All commit messages should be clear, concise, and follow this format:
<type>: <short summary>
[optional body explaining the change]
Recommended types:
- feat: A new feature
- fix: A bug fix
- docs: Documentation changes
- refactor: Code restructuring without behavior changes
- style: Code style changes (formatting, linting)
- test: Adding or updating tests
- chore: Non-code changes (e.g., updating dependencies)
Example:
feat: add user login API
- Use clear titles starting with [Bug] or [Feature].
- Describe the problem or request clearly.
- Include steps to reproduce (for bugs), expected behavior, and screenshots if possible.

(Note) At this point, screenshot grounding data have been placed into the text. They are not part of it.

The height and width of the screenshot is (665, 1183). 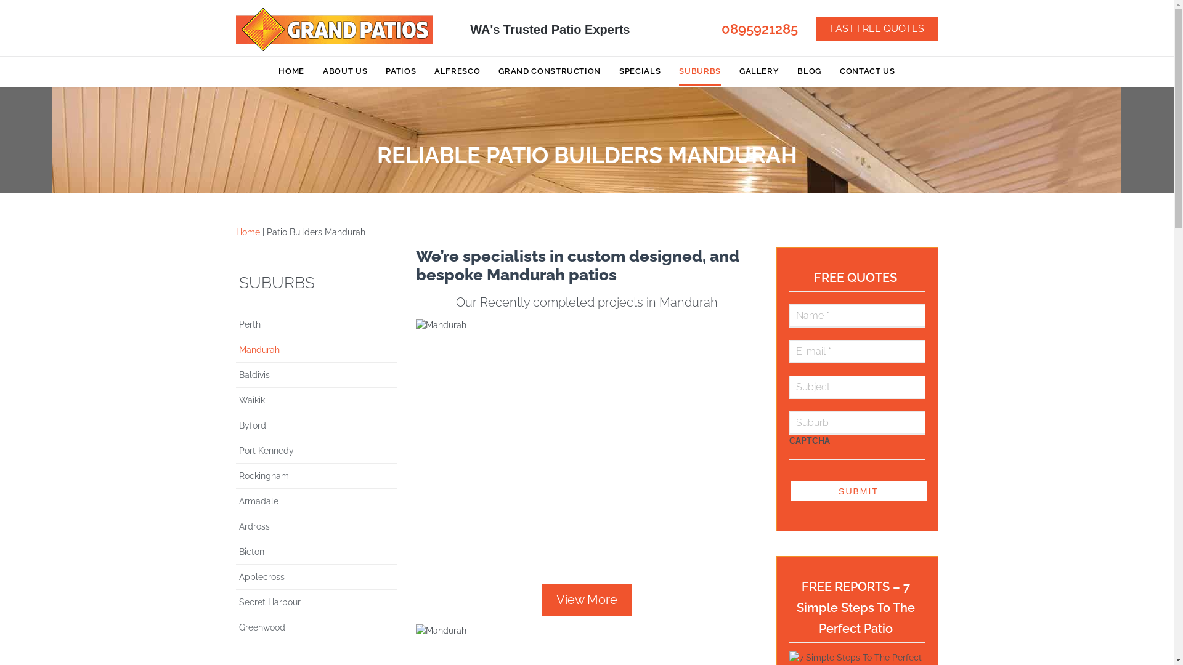 What do you see at coordinates (550, 73) in the screenshot?
I see `GRAND CONSTRUCTION` at bounding box center [550, 73].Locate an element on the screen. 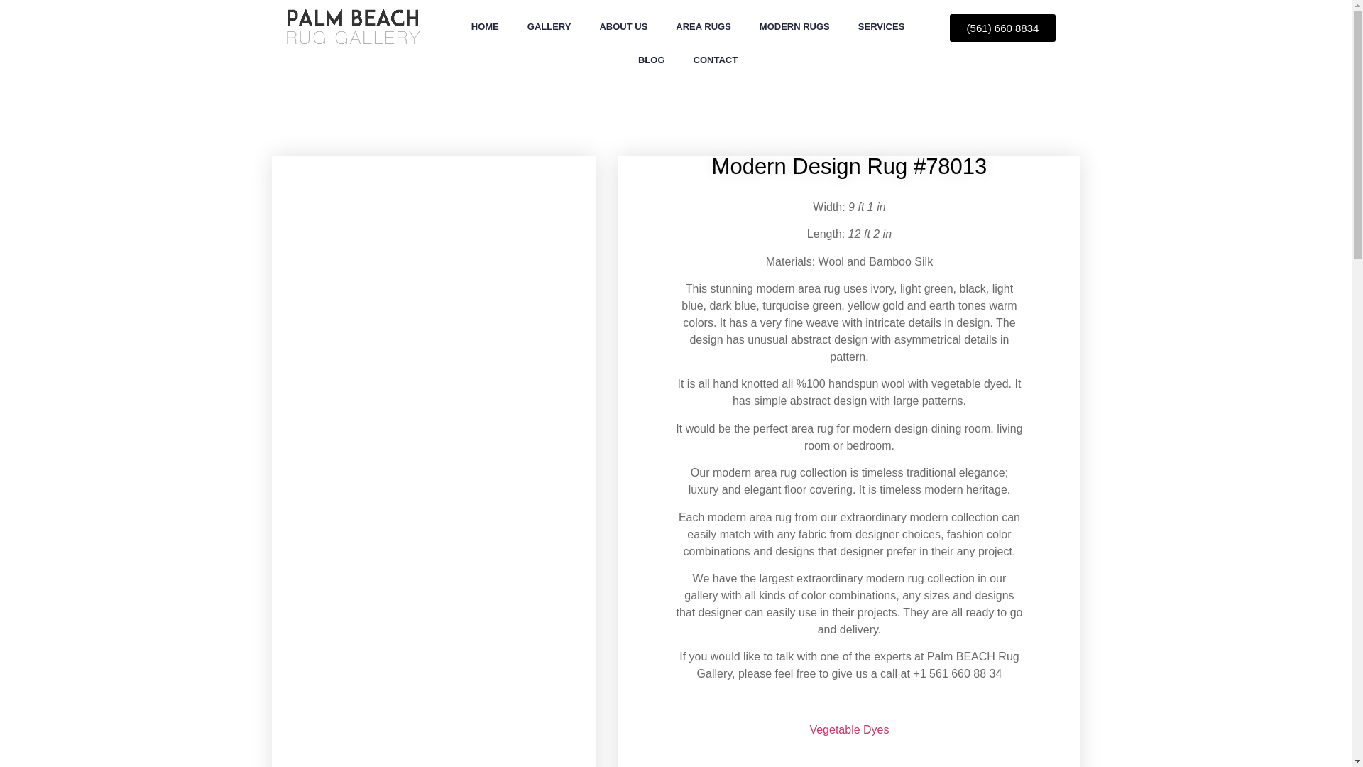  BLOG is located at coordinates (652, 60).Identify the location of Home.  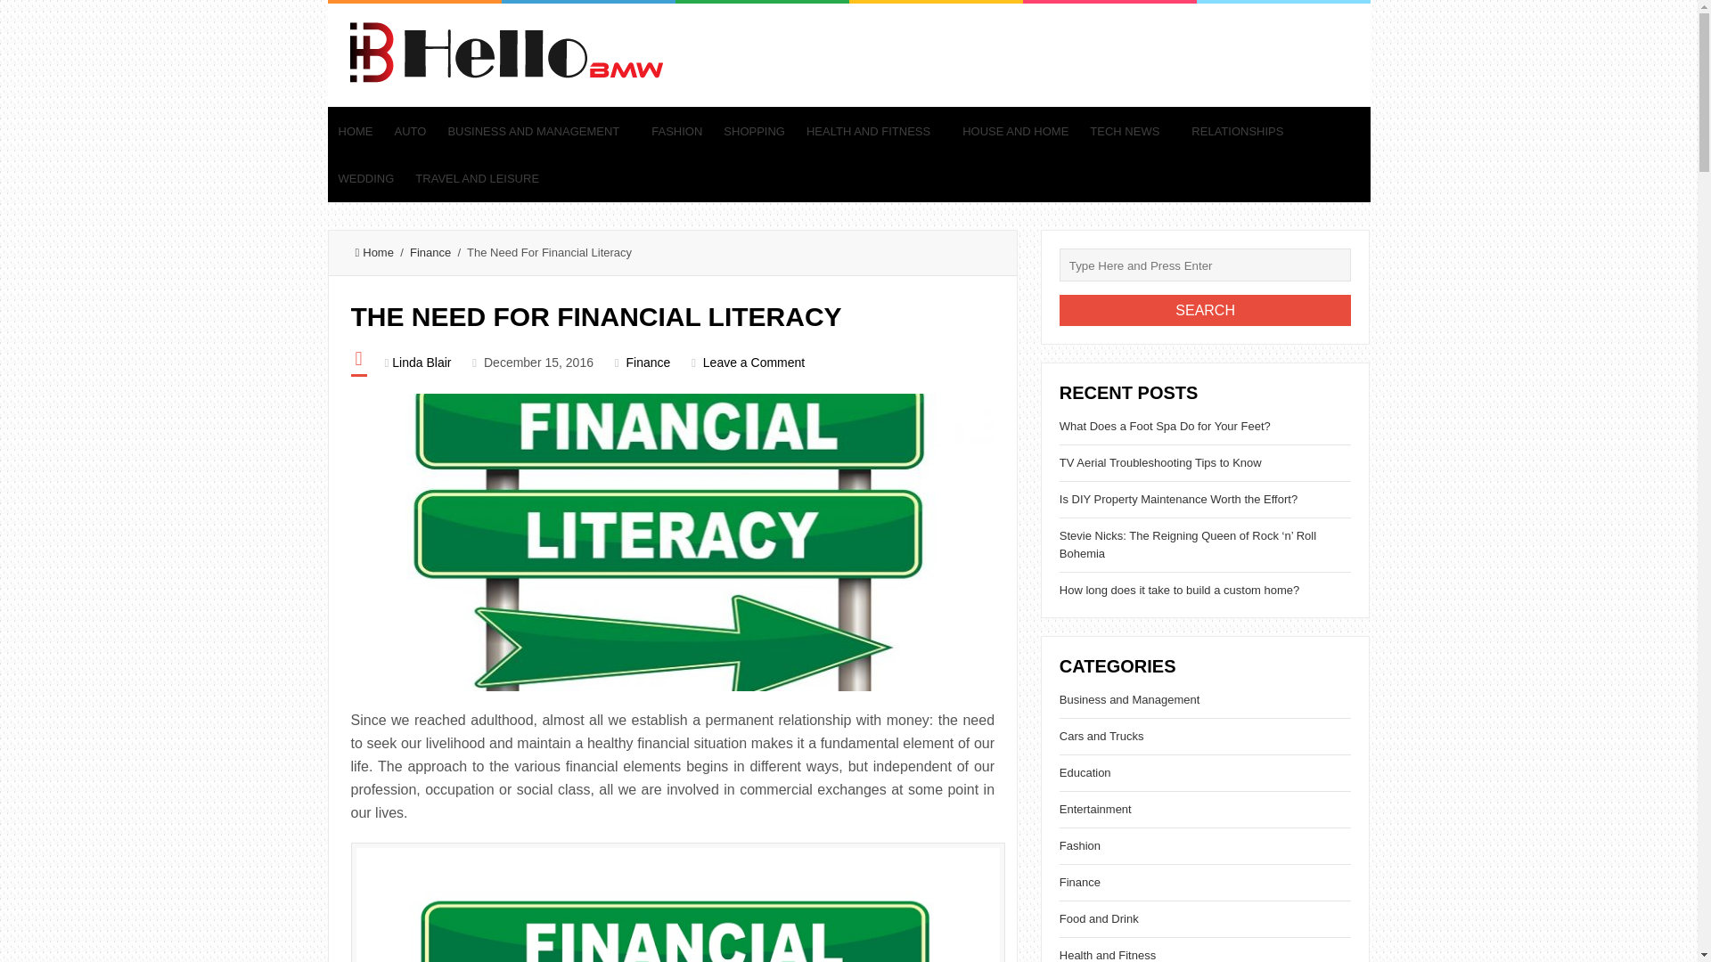
(373, 252).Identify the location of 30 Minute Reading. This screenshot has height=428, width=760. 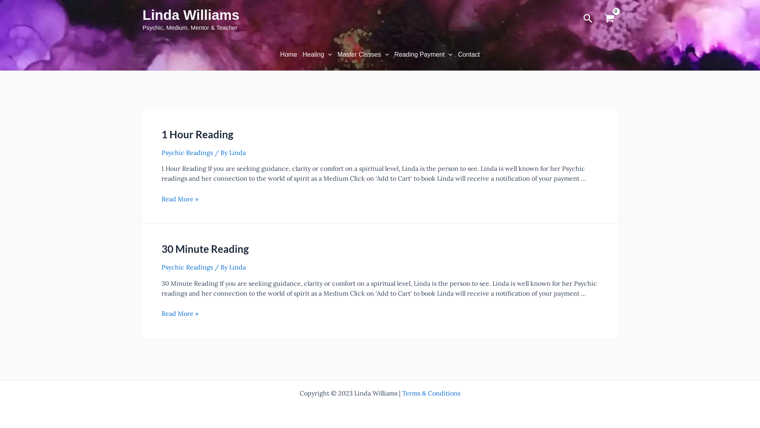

- Mention your environment (OS, browser/runtime, version, etc.).
- Fork the repo and create a new branch (e.g., feature/your-feature, fix/bug-name).
- Keep PRs focused: one feature or fix per PR.
- Follow the projectโs coding style and naming conventions.
- Test your changes before submitting.
- Link related issues using Fixes #issue-number if applicable.
- Add comments or documentation if needed.